India is the world’s second largest second producer but its per capita consumption is low, at 210kg. This is well below the global average of around 575kg/capita.
India: GE Power India has been award a contract by Aravali Power worth US$107m for a flue gas desulphurisation (FGD) system. The contract is for design, engineering, civil work, supply, erection and commissioning of wet FGD systems along with auxiliaries like limestone and gypsum handling systems and wet stack on full turnkey basis.
Aravali Power is a joint venture company between NTPC, Haryana Power Generation Company and Indraprastha Power Generation Company. It operates a coal power station near Jharli, Jhajjar in Haryana with three 500MW units. An additional two 660MW units are planned for a future expansion project.
China fights back in trade war with US
14 May 2019China/US: The Chinese Ministry of Finance has increased tariffs on selected US goods, including cement, to 25% with effect from 1 June 2019. It said it took the action in response to escalating US tariffs in May 2019. The new Chinese tariffs range from 10% to 25% and include clinker, white cement, other Portland cements, other hydraulic cement, refractory cement, additives for cement, plaster and concrete, limestone, quicklime, slaked lime, gypsum, refractory products and cement packaging machinery.

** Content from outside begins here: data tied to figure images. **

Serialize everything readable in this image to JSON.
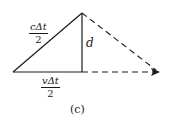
{
  "diagram": {
    "caption": "(c)",
    "labels": {
      "hypotenuse": {
        "numerator": "cΔt",
        "denominator": "2"
      },
      "base": {
        "numerator": "vΔt",
        "denominator": "2"
      },
      "height": "d"
    },
    "colors": {
      "line": "#1a1a1a",
      "background": "#ffffff"
    },
    "geometry": {
      "left_vertex": [
        13,
        72
      ],
      "apex": [
        82,
        13
      ],
      "foot": [
        82,
        72
      ],
      "right_end": [
        160,
        72
      ]
    }
  }
}
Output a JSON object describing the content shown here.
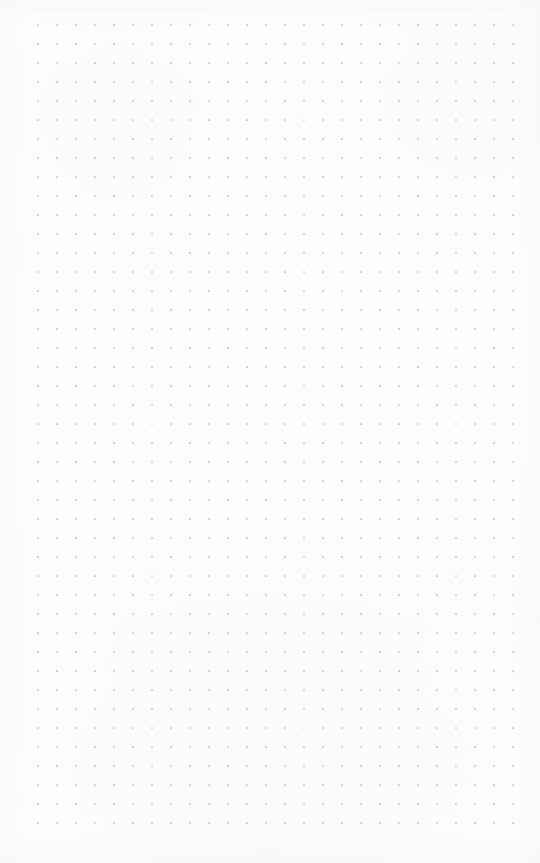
{
  "page": {
    "kind": "dot-grid-notebook-page",
    "width": 540,
    "height": 863,
    "background_color": "#fdfdfd",
    "content_text": "",
    "note": "Blank bullet-journal style dot grid page; no text, icons or controls are rendered."
  },
  "grid": {
    "label": "dot grid",
    "dot_color": "#c7c7cd",
    "dot_size_px": 1.6,
    "spacing_px": 19,
    "origin_x": 38,
    "origin_y": 25,
    "columns": 26,
    "rows": 43,
    "extent_right_px": 514,
    "extent_bottom_px": 823
  },
  "margins": {
    "left_px": 38,
    "top_px": 25,
    "right_px": 26,
    "bottom_px": 40
  }
}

Brazil: Votorantim Cimentos plans to open a limestone grinding plant at Nobres. in Mato Grosso state to produce agricultural lime. The unit will have a production capacity of 0.7Mt/yr, according to the Valor newspaper. Once the new plant is opened in the second quarter of 2019 the company will have a total agricultural lime production capacity of 4.5Mt/yr.

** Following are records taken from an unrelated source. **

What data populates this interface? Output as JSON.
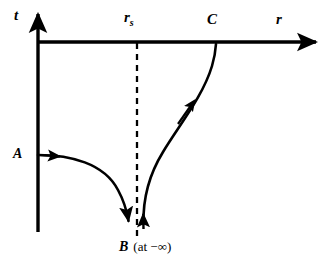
{
  "figure": {
    "type": "spacetime-diagram",
    "background_color": "#ffffff",
    "stroke_color": "#000000",
    "axes": {
      "vertical": {
        "label": "t",
        "x": 38,
        "top": 8,
        "bottom": 232
      },
      "horizontal": {
        "label": "r",
        "y": 42,
        "left": 38,
        "right": 322
      }
    },
    "markers": {
      "schwarzschild_radius": {
        "label": "r",
        "subscript": "s",
        "x": 137,
        "style": "dashed-vertical"
      },
      "point_a": {
        "label": "A",
        "x": 38,
        "y": 155
      },
      "point_b": {
        "label": "B",
        "note": "(at −∞)",
        "x": 136,
        "y": 232
      },
      "point_c": {
        "label": "C",
        "x": 216,
        "y": 42
      }
    },
    "curves": [
      {
        "name": "infalling-worldline-A-to-B",
        "from": "A",
        "to": "B",
        "direction_arrows": [
          "right-near-start",
          "down-at-end"
        ]
      },
      {
        "name": "outgoing-worldline-B-to-C",
        "from": "B",
        "to": "C",
        "direction_arrows": [
          "up-at-start",
          "up-right-midway"
        ]
      }
    ]
  },
  "labels": {
    "axis_t": "t",
    "axis_r": "r",
    "rs_base": "r",
    "rs_sub": "s",
    "point_a": "A",
    "point_b": "B",
    "point_b_note": "(at −∞)",
    "point_c": "C"
  }
}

The initiative is part of the building materials group’s plans to diversify its business. For the agricultural lime market it is targeting Central-West, Central-North and Northeast parts of Brazil. The Nobres plant can also produce 0.25Mt/yr of limestone filler for farm use. Following the upgrade to the Nobres plant it will be able to produce 0.75Mt/yr of dolomitic and calcitic limestone. These limestone products both have agricultural applications as soil nutrients.
Kenya/South Africa: Kenya’s ARM Cement is fighting moves by minority investors in South Africa’s Mafeking Cement to buy it out for a nominal sum. ARM Cement is attempting to sell its 70% stake in the company for around US$3m as part of its administration process, according to the Business Daily newspaper. Mafeking Cement owns limestone reserves in north-west South Africa and ARM Cement originally took a stake in the company to raise investment and eventually build a cement plant.
However, the minority investors have invoked parts of the shareholders’ agreement and filed a court application in South Africa that, if successful, would allow them buy out ARM Cement’s stake for a nominal price less than US$1. ARM Cement’s administrators PricewaterhouseCoopers have taken steps to counter the move.
Bolivia: SEDEM, the government’s business development agency, has refuted accusations that a new cement plant being built in Caracollo, Oruro does not have enough water or raw materials. Patricia Ballivián, the general manager of SEDEM, presented reports from PricewaterhouseCoopers and C & C Ingeniería y Procesos defending the supplies to the unit. The reports were released in response to accusations by a local politician that the project had been poorly planned.
The reports revealed that the Empresa Publica Productiva Cementos de Bolivia’s (ECEBOL) plant will recycle the industrial portion of its water supply. It will have a supply of 4l/s and a 3.5Ml reservoir. It also has limestone, gypsum and clay reserves sufficient for the production of 100Mt of cement. These are expected to last the plant 60 years.